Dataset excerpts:
----------------------------------------

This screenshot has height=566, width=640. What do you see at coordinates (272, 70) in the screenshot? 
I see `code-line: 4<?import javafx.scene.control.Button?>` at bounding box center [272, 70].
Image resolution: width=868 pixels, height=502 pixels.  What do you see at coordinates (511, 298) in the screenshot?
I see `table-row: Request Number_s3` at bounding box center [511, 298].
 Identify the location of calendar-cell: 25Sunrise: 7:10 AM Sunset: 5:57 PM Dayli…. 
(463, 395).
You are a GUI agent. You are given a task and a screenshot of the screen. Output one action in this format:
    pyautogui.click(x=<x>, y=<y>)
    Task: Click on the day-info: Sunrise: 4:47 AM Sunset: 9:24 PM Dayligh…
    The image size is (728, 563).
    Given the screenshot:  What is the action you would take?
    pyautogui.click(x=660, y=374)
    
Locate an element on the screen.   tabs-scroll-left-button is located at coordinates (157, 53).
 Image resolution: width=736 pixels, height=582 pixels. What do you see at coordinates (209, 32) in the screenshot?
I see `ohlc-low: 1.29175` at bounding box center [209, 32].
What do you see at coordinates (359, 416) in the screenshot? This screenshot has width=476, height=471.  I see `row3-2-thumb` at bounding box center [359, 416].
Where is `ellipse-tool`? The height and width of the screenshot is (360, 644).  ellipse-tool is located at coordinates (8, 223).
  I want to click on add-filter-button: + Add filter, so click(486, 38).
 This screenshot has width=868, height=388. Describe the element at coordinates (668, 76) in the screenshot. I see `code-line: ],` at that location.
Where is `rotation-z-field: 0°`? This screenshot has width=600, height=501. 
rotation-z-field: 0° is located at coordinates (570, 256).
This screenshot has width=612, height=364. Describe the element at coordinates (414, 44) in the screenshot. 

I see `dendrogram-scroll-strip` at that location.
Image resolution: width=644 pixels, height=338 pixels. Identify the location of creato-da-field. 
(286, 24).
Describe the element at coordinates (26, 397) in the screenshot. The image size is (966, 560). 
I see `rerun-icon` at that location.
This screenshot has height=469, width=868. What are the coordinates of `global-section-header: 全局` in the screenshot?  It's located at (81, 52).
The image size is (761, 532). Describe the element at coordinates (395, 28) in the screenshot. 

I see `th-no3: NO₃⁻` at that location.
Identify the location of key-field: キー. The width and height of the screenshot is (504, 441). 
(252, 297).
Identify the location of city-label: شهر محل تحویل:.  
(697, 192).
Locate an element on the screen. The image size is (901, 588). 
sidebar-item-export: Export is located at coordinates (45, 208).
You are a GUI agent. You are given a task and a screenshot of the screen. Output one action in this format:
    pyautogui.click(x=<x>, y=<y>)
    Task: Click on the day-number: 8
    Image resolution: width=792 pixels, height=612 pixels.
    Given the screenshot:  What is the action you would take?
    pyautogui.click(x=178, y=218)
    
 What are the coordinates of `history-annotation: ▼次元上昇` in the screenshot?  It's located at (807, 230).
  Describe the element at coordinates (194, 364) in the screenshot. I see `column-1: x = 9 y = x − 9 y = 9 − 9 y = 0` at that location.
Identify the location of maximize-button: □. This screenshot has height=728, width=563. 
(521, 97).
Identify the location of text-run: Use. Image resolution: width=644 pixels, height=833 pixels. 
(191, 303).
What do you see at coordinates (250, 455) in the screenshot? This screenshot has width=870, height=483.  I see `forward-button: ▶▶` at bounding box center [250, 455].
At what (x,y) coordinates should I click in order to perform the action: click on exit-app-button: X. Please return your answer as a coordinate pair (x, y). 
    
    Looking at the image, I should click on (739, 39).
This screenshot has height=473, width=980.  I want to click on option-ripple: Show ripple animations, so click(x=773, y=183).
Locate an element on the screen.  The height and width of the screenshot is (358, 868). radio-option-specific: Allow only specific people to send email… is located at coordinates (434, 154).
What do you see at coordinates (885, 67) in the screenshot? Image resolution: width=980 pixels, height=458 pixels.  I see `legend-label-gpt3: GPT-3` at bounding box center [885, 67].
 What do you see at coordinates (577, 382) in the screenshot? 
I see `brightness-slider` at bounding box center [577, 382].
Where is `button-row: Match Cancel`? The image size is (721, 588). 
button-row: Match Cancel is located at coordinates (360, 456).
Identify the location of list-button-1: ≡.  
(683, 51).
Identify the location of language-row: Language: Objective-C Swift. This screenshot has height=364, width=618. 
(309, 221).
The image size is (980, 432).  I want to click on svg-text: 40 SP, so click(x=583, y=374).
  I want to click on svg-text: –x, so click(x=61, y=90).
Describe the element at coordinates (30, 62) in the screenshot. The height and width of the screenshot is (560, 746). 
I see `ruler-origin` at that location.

----------------------------------------

→ **Try it**
Word for word, give back all the lines above.

→ **Result of the exercise**
This screenshot has height=566, width=640. What do you see at coordinates (272, 70) in the screenshot? 
I see `code-line: 4<?import javafx.scene.control.Button?>` at bounding box center [272, 70].
Image resolution: width=868 pixels, height=502 pixels.  What do you see at coordinates (511, 298) in the screenshot?
I see `table-row: Request Number_s3` at bounding box center [511, 298].
 Identify the location of calendar-cell: 25Sunrise: 7:10 AM Sunset: 5:57 PM Dayli…. 
(463, 395).
You are a GUI agent. You are given a task and a screenshot of the screen. Output one action in this format:
    pyautogui.click(x=<x>, y=<y>)
    Task: Click on the day-info: Sunrise: 4:47 AM Sunset: 9:24 PM Dayligh…
    The image size is (728, 563).
    Given the screenshot:  What is the action you would take?
    pyautogui.click(x=660, y=374)
    
Locate an element on the screen.   tabs-scroll-left-button is located at coordinates (157, 53).
 Image resolution: width=736 pixels, height=582 pixels. What do you see at coordinates (209, 32) in the screenshot?
I see `ohlc-low: 1.29175` at bounding box center [209, 32].
What do you see at coordinates (359, 416) in the screenshot? This screenshot has width=476, height=471.  I see `row3-2-thumb` at bounding box center [359, 416].
Where is `ellipse-tool`? The height and width of the screenshot is (360, 644).  ellipse-tool is located at coordinates (8, 223).
  I want to click on add-filter-button: + Add filter, so click(486, 38).
 This screenshot has width=868, height=388. Describe the element at coordinates (668, 76) in the screenshot. I see `code-line: ],` at that location.
Where is `rotation-z-field: 0°`? This screenshot has width=600, height=501. 
rotation-z-field: 0° is located at coordinates (570, 256).
This screenshot has width=612, height=364. Describe the element at coordinates (414, 44) in the screenshot. 

I see `dendrogram-scroll-strip` at that location.
Image resolution: width=644 pixels, height=338 pixels. Identify the location of creato-da-field. 
(286, 24).
Describe the element at coordinates (26, 397) in the screenshot. The image size is (966, 560). 
I see `rerun-icon` at that location.
This screenshot has height=469, width=868. What are the coordinates of `global-section-header: 全局` in the screenshot?  It's located at (81, 52).
The image size is (761, 532). Describe the element at coordinates (395, 28) in the screenshot. 

I see `th-no3: NO₃⁻` at that location.
Identify the location of key-field: キー. The width and height of the screenshot is (504, 441). 
(252, 297).
Identify the location of city-label: شهر محل تحویل:.  
(697, 192).
Locate an element on the screen. The image size is (901, 588). 
sidebar-item-export: Export is located at coordinates (45, 208).
You are a GUI agent. You are given a task and a screenshot of the screen. Output one action in this format:
    pyautogui.click(x=<x>, y=<y>)
    Task: Click on the day-number: 8
    Image resolution: width=792 pixels, height=612 pixels.
    Given the screenshot:  What is the action you would take?
    pyautogui.click(x=178, y=218)
    
 What are the coordinates of `history-annotation: ▼次元上昇` in the screenshot?  It's located at (807, 230).
  Describe the element at coordinates (194, 364) in the screenshot. I see `column-1: x = 9 y = x − 9 y = 9 − 9 y = 0` at that location.
Identify the location of maximize-button: □. This screenshot has height=728, width=563. 
(521, 97).
Identify the location of text-run: Use. Image resolution: width=644 pixels, height=833 pixels. 
(191, 303).
What do you see at coordinates (250, 455) in the screenshot? This screenshot has width=870, height=483.  I see `forward-button: ▶▶` at bounding box center [250, 455].
At what (x,y) coordinates should I click in order to perform the action: click on exit-app-button: X. Please return your answer as a coordinate pair (x, y). 
    
    Looking at the image, I should click on (739, 39).
This screenshot has height=473, width=980.  I want to click on option-ripple: Show ripple animations, so click(x=773, y=183).
Locate an element on the screen.  The height and width of the screenshot is (358, 868). radio-option-specific: Allow only specific people to send email… is located at coordinates (434, 154).
What do you see at coordinates (885, 67) in the screenshot? Image resolution: width=980 pixels, height=458 pixels.  I see `legend-label-gpt3: GPT-3` at bounding box center [885, 67].
 What do you see at coordinates (577, 382) in the screenshot? 
I see `brightness-slider` at bounding box center [577, 382].
Where is `button-row: Match Cancel`? The image size is (721, 588). 
button-row: Match Cancel is located at coordinates (360, 456).
Identify the location of list-button-1: ≡.  
(683, 51).
Identify the location of language-row: Language: Objective-C Swift. This screenshot has height=364, width=618. 
(309, 221).
The image size is (980, 432).  I want to click on svg-text: 40 SP, so click(x=583, y=374).
  I want to click on svg-text: –x, so click(x=61, y=90).
Describe the element at coordinates (30, 62) in the screenshot. The height and width of the screenshot is (560, 746). 
I see `ruler-origin` at that location.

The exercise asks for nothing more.